Steve Janik, who lives in Marlton, has been a full-time dad from the start to his three daughters (his wife is a family physician in Maple Shade). “When it came time to have kids,” says Janik, “we had to make a decision on what to do about their care. I think we were on the same page that daycare wasn’t the option for us, so I ended up leaving my job and taking on full-time care of the kids.” Now he works part-time as an athletic trainer at Stockton College in Pomona.
“I was never Mr. Mom,” says Janik. “My kids have a mother and she does a great job. Our values are that mother has a role and that father has a role. While I was the caretaker and I was doing the, I guess, dirty work, with the kids, I never stopped being a father. I always hated that term Mr. Mom because people throw it around so much. But it was hard, I had never changed a diaper until my first daughter was born, so it was a lot of learning to do.”
Father Does Know Best
Being busy at work doesn’t mean you have to take a back seat as a parent.
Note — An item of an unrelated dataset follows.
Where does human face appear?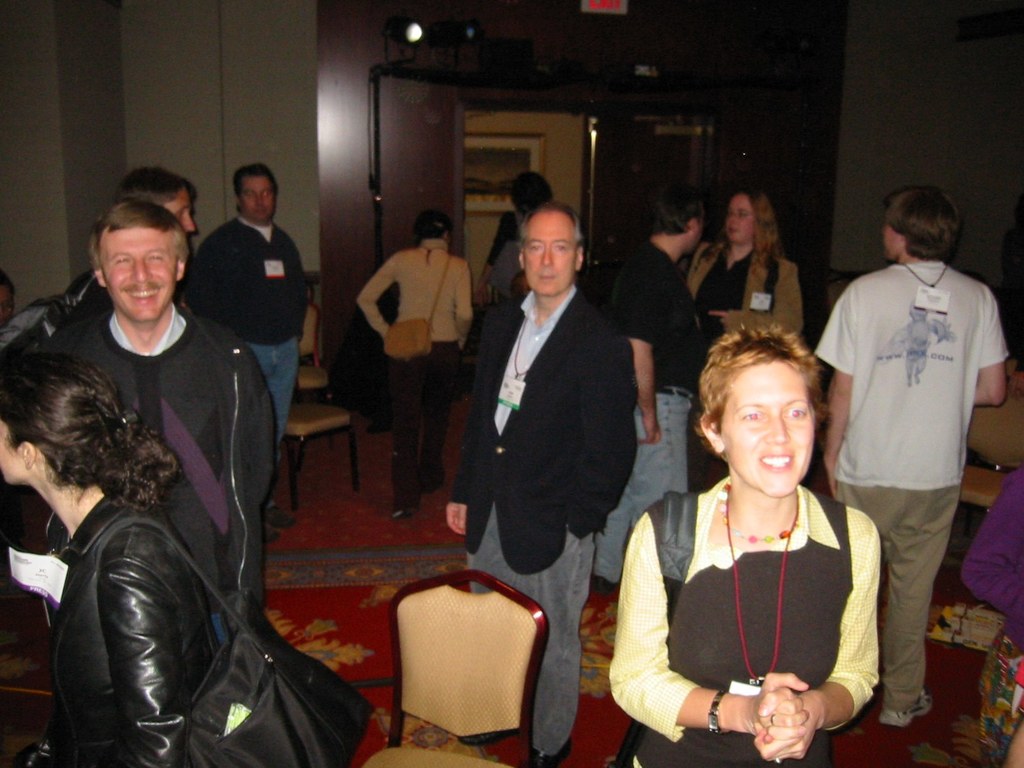
Appears at l=95, t=228, r=177, b=325.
Dr. Jeff Millstein of Moorestown found a common interest he could share with Ian, his 10-year-old son. Millstein is a general internist who works in a busy practice in Woodbury during the week, and is on call for a hospital every other weekend. He and Ian spend quality and productive time together via the Philadelphia Boys Choir. Ian sings in the choir, and Jeff sings in the choir’s men’s chorale.
“It’s been a real great time, and now, both Ian and I are in the choir together, so we’re able to share that passion for music, and also spend time together,” he says. “And it’s fun because it involves rehearsing a couple of times a week.”
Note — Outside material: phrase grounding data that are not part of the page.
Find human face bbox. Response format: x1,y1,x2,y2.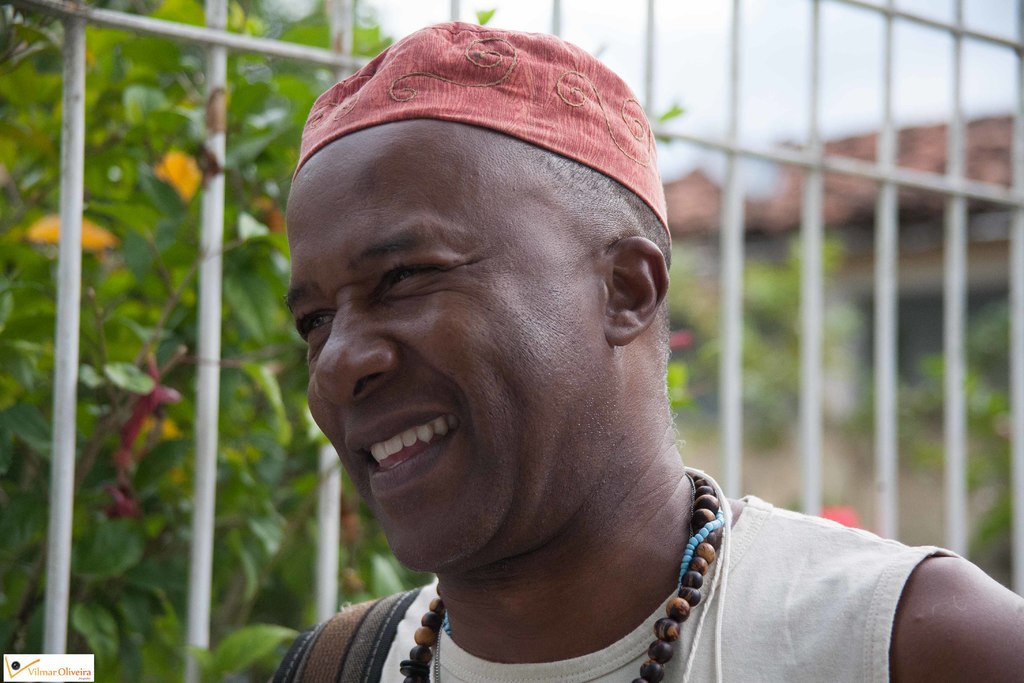
282,116,611,578.
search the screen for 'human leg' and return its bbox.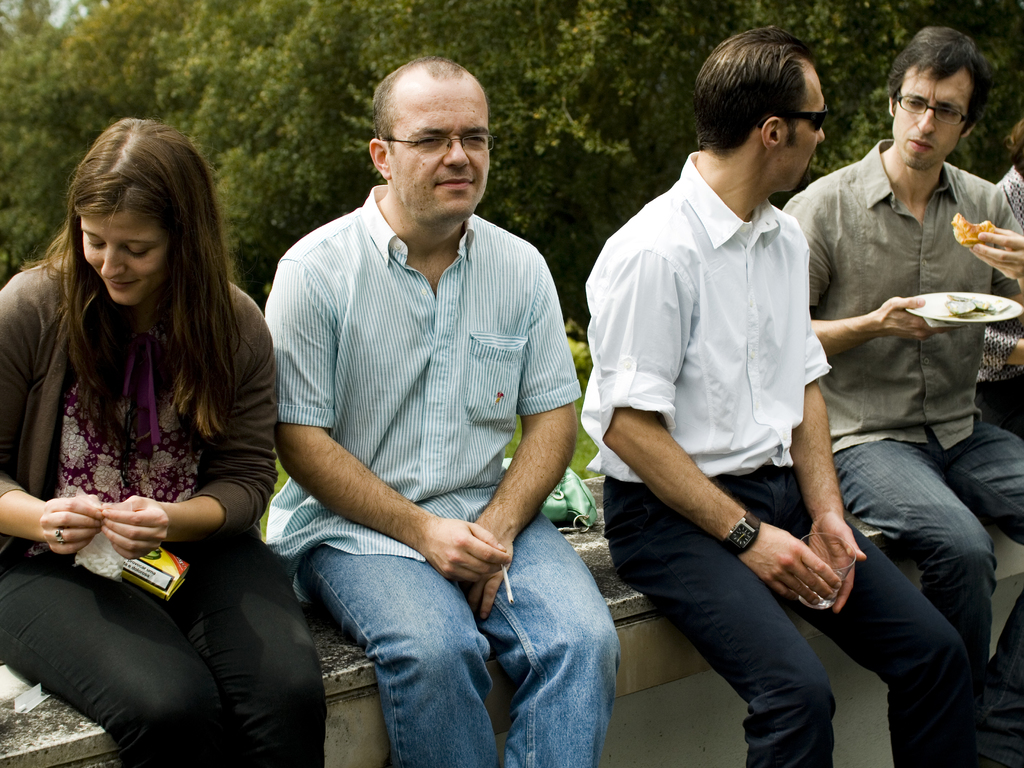
Found: [838, 438, 991, 667].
Millstein compares his involvement with choir to fathers who coach their kids’ sports team. It offers opportunity to travel for concerts — they’ll go to China for 10 days this summer.
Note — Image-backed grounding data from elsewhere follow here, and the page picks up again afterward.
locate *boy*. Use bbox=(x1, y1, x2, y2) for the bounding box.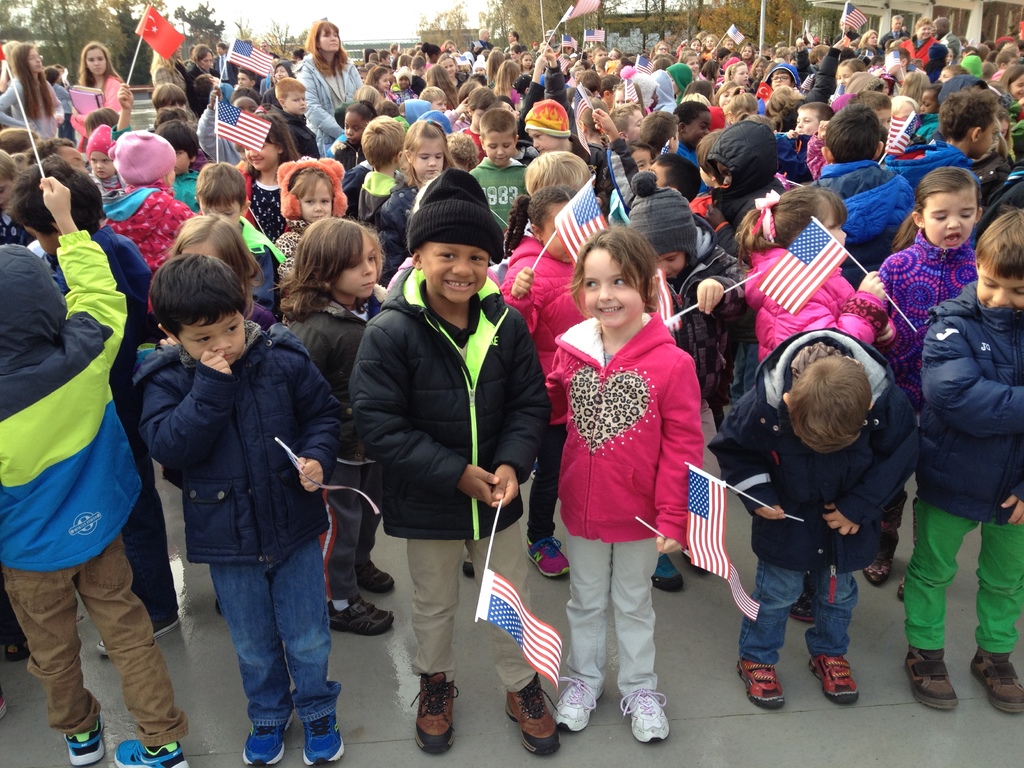
bbox=(597, 70, 624, 111).
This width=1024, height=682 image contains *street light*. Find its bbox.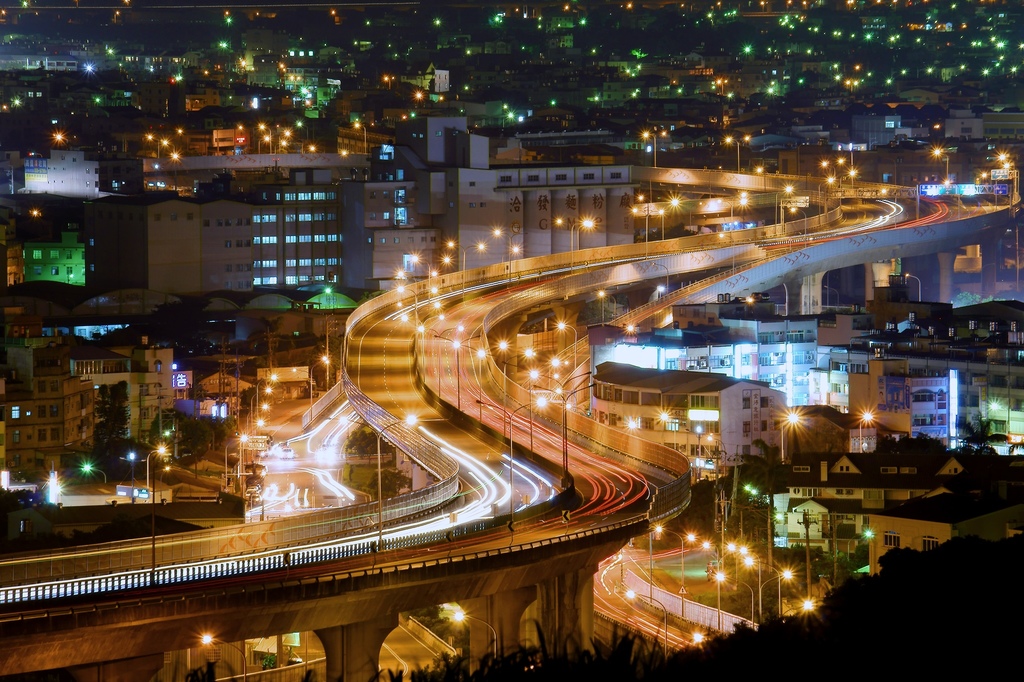
274:140:289:153.
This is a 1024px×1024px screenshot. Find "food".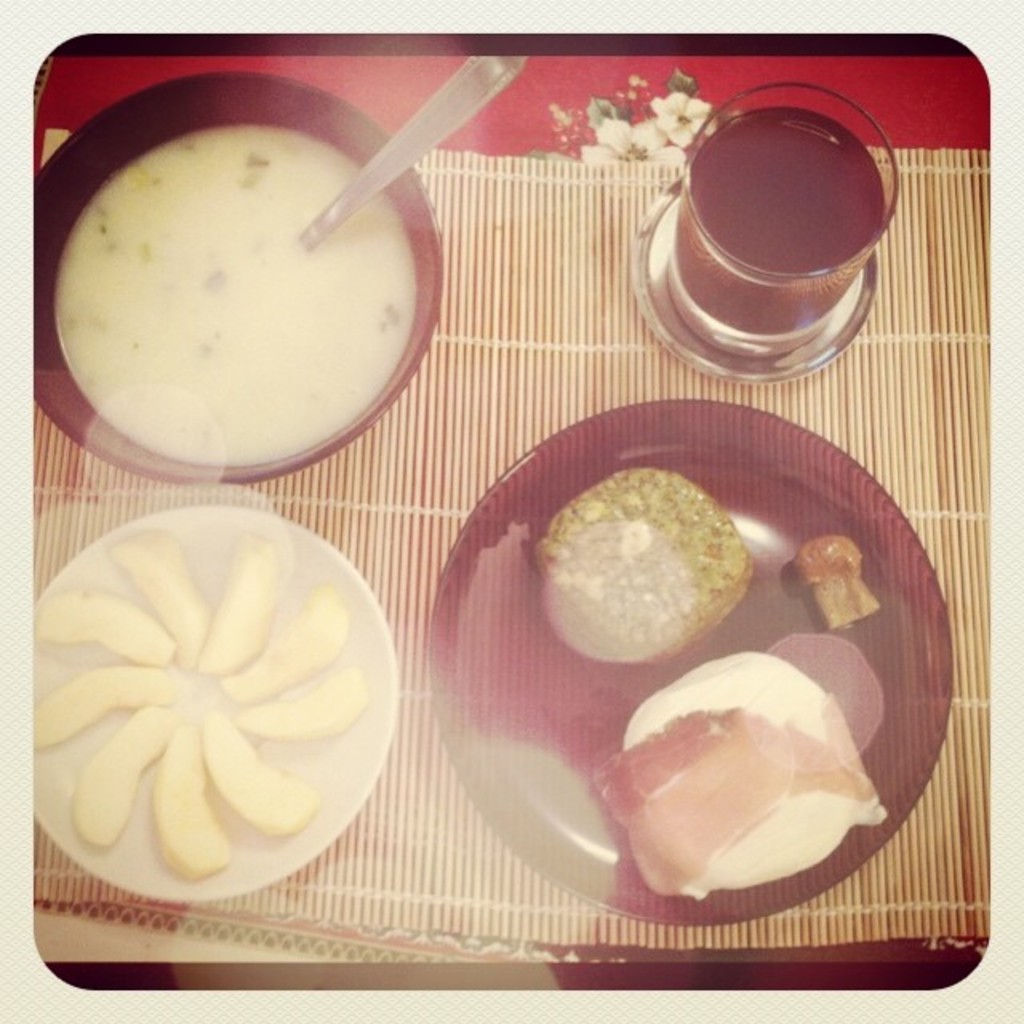
Bounding box: box(147, 730, 234, 877).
Still, Millstein had to give it some thought because of his schedule. “I hedged about it probably for a year,” he says. “It was something I thought about doing but I was a little nervous because I do have a busy schedule, and I wasn’t sure I could pull it off. With my wife’s encouragement, and just really thinking carefully about how I can work this around my schedule, I just decided to bite the bullet and go for it.”
As tricky as scheduling can be, Millstein is happy he did it. ”It’s definitely worth it because we have bonding time together, even just in the car on the way to and from rehearsals,” he says. “And we get to share this passion for music and we work on the music together, it’s really been fun.”
Figuring out how to make the time to be with your kids is a challenge.
Mike Francisco will leave the office, come home for dinner and help get the kids to bed, before returning to finish up a day’s work. Sometimes he’ll go in late so he can have breakfast with Michael and Nicholas.
He says he wouldn’t change a thing, and rather than wondering where his free time has gone, Francisco sees himself as being more productive. “It was a big change for me,” he says, “and you have to put yourself aside a lot of the time in order to do what you have to do at home, and with the kids.”
Joe Gramlich of Bordentown, has a 10-year-old daughter Noelle, and a 7-year-old son AJ. Gramlich works for the state as a data process analyst, and makes time to volunteer on the PTA at his son’s elementary school, and on the PTO for his daughter’s middle school. He also coaches AJ’s baseball team, Noelle’s softball and travel softball teams, and both kids’ soccer teams.
“I do it for the kids,” he says, “not just my kids but all those kids in the community I’m able to help. It’s a good feeling to help everybody. The kids are young once. They’ll get older, and when they do, hopefully they’ll remember to help their kids with things that they need.”
Published (and copyrighted) in Suburban Family, Volume 1, Issue 4 (June, 2010).